He then leapt on his horse and galloped away to warn another town about Executive Orders
being a thing that exists.
The difference between ex-Gov. Sarah Palin and Sen. Ted Cruz is that Palin pens her screeds for Breitbart, and Ted Cruz does it in Politico. The content is indistinguishable, which is why you can put titles on them like "Obama Is Not a Monarch" and pretend that you are a party deep-thinker thinking deeply
about these things.
Undeterred, President Obama appears to be going forward [on immigration]. It is lawless. It is unconstitutional. He is defiant and angry at the American people. If he acts by executive diktat, President Obama will not be acting as a president, he will be acting as a monarch.
Thankfully, the framers of our Constitution, wary of the dangers of monarchy, gave the Congress tools to rein in abuses of power. They believed if the President wants to change the law, he cannot act alone; he must work with Congress.
It's like we elected the spawn of Cliven Bundy and Wayne LaPierre to the Senate. Oh wait, we did. And now we have to listen to how the things Great Hero Reagan, Savior of the Republic did are now defiant angry diktats from a maniac gone mad with power.
He must work with Congress, says the guy who shut down the American government as retribution for the president not doing what Ted Cruz wanted. Then Ted Cruz goes on to explain the Federalist Papers to us, by which I mean he mentions them in passing in an effort to look like he's put some thought into these things.

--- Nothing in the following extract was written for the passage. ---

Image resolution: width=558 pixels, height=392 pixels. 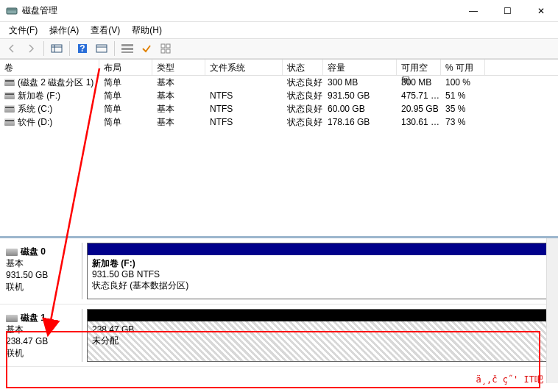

Barack Obama is expected to unveil executive tweaks to immigration enforcement priorities very soonly now, which is why defender of the nation Ted Cruz is certain that our democracy is doomed unless Ted Cruz personally gets to throw barrels down the Capitol steps like Donkey Kong fending off the brutal usurper Mario. None of Obama's ideas appear at this juncture to be any more dramatic than the similar actions taken by past hard-right Republican presidential heroes to patch up immigration woes that Congress could not muster enough will to repair itself, and none of them seem to threaten the fabric of our republic, at least not as much as throwing words like diktat around with a straight face.
Republicans as a whole still haven't decided on the exact structure and scope of their planned tantrum, but it should be noted that where once the party took advice from Marco Rubio on how to handle immigration issues, that role has since been handed to the perpetually angry Steve King, and where once the party elected presidents willing to show slight amounts of sensibility on issues of who should be deported and how rapidly, we now get to listen to the op-ed-distributed constitutional theories of Ted Cruz on how all the Republican things that are now Democratic things are therefore illegitimate things and/or diktats and/or tyranny.
It gets old, you know. You can scream end-of-the-republic only so many times before you begin to look like you're not taking these things seriously. I realize that is not currently considered a strike against a politician, but there's going to be a problem when we can no longer distinguish between our nation's senators and the people making YouTube videos about how aliens are controlling our thoughts via chips embedded in most brands of pants. I suppose we'll have to tell the two groups apart the free market way, by simply trusting whichever of them touts the more lucrative sponsorships.